If you want them to actually be fun to drive (and less dangerous, therefore), you get "rake" with the springs
and a little bit of torsion bar adjustment; the rest you get with tire diameter differential.
I like a little bit of rake over stock; mine is all tire with a touch of bar:
These cars actually were known to some of the better handling cars of the day and they do drive pretty well
IF you don't go all crazy with aftermarket stuff. Mine, even with the factory springs and such, can be tossed
into a corner pretty quickly (just watch out for the tail to step out on you - these things will actually oversteer
near the limit without a rear sway bar on them!).
Rides beautifully, too - I always loved torsion bar ride over any of the GM stuff I owned in younger years.
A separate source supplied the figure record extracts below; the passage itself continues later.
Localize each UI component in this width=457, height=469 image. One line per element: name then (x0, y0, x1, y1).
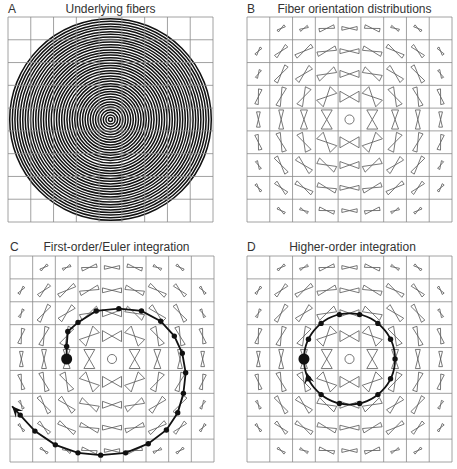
bowtie-glyph (340, 376, 359, 387)
bowtie-glyph (437, 134, 444, 150)
fiber-ring (98, 107, 123, 132)
bowtie-glyph (439, 112, 443, 127)
bowtie-glyph (60, 372, 74, 392)
bowtie-glyph (364, 264, 380, 271)
trajectory-point (375, 321, 380, 326)
trajectory-point (181, 391, 186, 396)
bowtie-glyph (104, 266, 119, 270)
bowtie-glyph (255, 374, 262, 390)
trajectory-point (318, 321, 323, 326)
bowtie-glyph (125, 372, 145, 392)
bowtie-glyph (317, 398, 337, 412)
bowtie-glyph (37, 284, 50, 297)
bowtie-glyph (277, 264, 285, 271)
trajectory-point (123, 450, 128, 455)
bowtie-glyph (274, 396, 288, 414)
bowtie-glyph (153, 264, 162, 270)
bowtie-glyph (153, 448, 162, 454)
trajectory-point (357, 401, 362, 406)
bowtie-glyph (340, 185, 359, 190)
trajectory-point (53, 442, 58, 447)
bowtie-glyph (257, 351, 261, 366)
bowtie-glyph (391, 448, 400, 454)
bowtie-glyph (150, 326, 164, 346)
fiber-ring (36, 45, 186, 195)
bowtie-glyph (437, 328, 444, 344)
trajectory-point (172, 333, 177, 338)
bowtie-glyph (40, 264, 48, 271)
bowtie-glyph (317, 46, 337, 56)
bowtie-glyph (300, 208, 309, 214)
bowtie-glyph (18, 424, 25, 432)
fiber-ring (46, 55, 175, 184)
bowtie-glyph (37, 304, 51, 322)
bowtie-glyph (411, 396, 425, 414)
bowtie-glyph (42, 349, 47, 368)
fiber-ring (54, 63, 167, 176)
bowtie-glyph (199, 374, 206, 390)
bowtie-glyph (255, 134, 262, 150)
bowtie-glyph (317, 372, 337, 392)
bowtie-glyph (102, 376, 121, 387)
bowtie-glyph (342, 449, 357, 453)
bowtie-glyph (437, 424, 444, 432)
bowtie-glyph (386, 181, 404, 195)
bowtie-glyph (255, 161, 261, 170)
bowtie-glyph (367, 349, 378, 368)
bowtie-glyph (386, 396, 403, 413)
seed-point (61, 354, 72, 365)
bowtie-glyph (176, 264, 184, 271)
bowtie-glyph (413, 372, 423, 392)
bowtie-glyph (79, 372, 99, 392)
bowtie-glyph (276, 372, 286, 392)
trajectory-point (116, 306, 121, 311)
trajectory-point (98, 452, 103, 457)
bowtie-glyph (317, 285, 337, 295)
bowtie-glyph (415, 110, 420, 129)
fiber-ring (88, 97, 134, 143)
bowtie-glyph (276, 87, 286, 107)
bowtie-glyph (279, 349, 284, 368)
bowtie-glyph (58, 421, 76, 435)
bowtie-glyph (297, 372, 311, 392)
bowtie-glyph (279, 110, 284, 129)
bowtie-glyph (415, 349, 420, 368)
bowtie-glyph (413, 132, 423, 152)
bowtie-glyph (277, 447, 285, 454)
bowtie-glyph (295, 44, 313, 58)
bowtie-glyph (300, 25, 309, 31)
fod-glyphs (255, 25, 444, 214)
bowtie-glyph (437, 89, 444, 105)
isotropic-glyph (345, 115, 354, 124)
bowtie-glyph (319, 25, 335, 32)
bowtie-glyph (437, 374, 444, 390)
bowtie-glyph (340, 288, 359, 293)
bowtie-glyph (391, 25, 400, 31)
trajectory-point (164, 427, 169, 432)
bowtie-glyph (386, 65, 403, 82)
bowtie-glyph (386, 421, 404, 435)
trajectory-point (388, 376, 393, 381)
bowtie-glyph (125, 326, 145, 346)
trajectory-point (75, 320, 80, 325)
bowtie-glyph (439, 351, 443, 366)
bowtie-glyph (176, 447, 184, 454)
trajectory-point (375, 392, 380, 397)
bowtie-glyph (317, 67, 337, 81)
bowtie-glyph (362, 306, 382, 320)
bowtie-glyph (391, 264, 400, 270)
bowtie-glyph (39, 372, 49, 392)
bowtie-glyph (125, 422, 145, 432)
trajectory-line (304, 313, 395, 404)
bowtie-glyph (319, 207, 335, 214)
trajectory-point (175, 410, 180, 415)
bowtie-glyph (40, 447, 48, 454)
bowtie-glyph (19, 351, 23, 366)
underlying-fibers-plot (8, 17, 213, 222)
bowtie-glyph (255, 47, 262, 55)
bowtie-glyph (277, 25, 285, 32)
fiber-ring (38, 47, 182, 191)
bowtie-glyph (362, 183, 382, 193)
bowtie-glyph (255, 328, 262, 344)
bowtie-glyph (37, 421, 50, 434)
No wallowing when you hit a bump or dip - you get the original impact, then solid straight again.
They sat pretty much dead level when new, so you could tell when the rear springs were worn out on them
from the droopy tail look:
The factory engineers did that primarily to make the cars handle as neutral as possible
(or even with a bit of limit understeer) so that the average driver didn't as easily get in trouble.
Of course, this excludes factory drag packages and such, but for the mass produced vehicles,
a little understeer was thought to be easier for the average driver in emergency maneuvers.
That's still the case today, by the way - short of specifically built ultra high performance models,
factory engineers dial in a little of at the limit understeer in pretty much everything.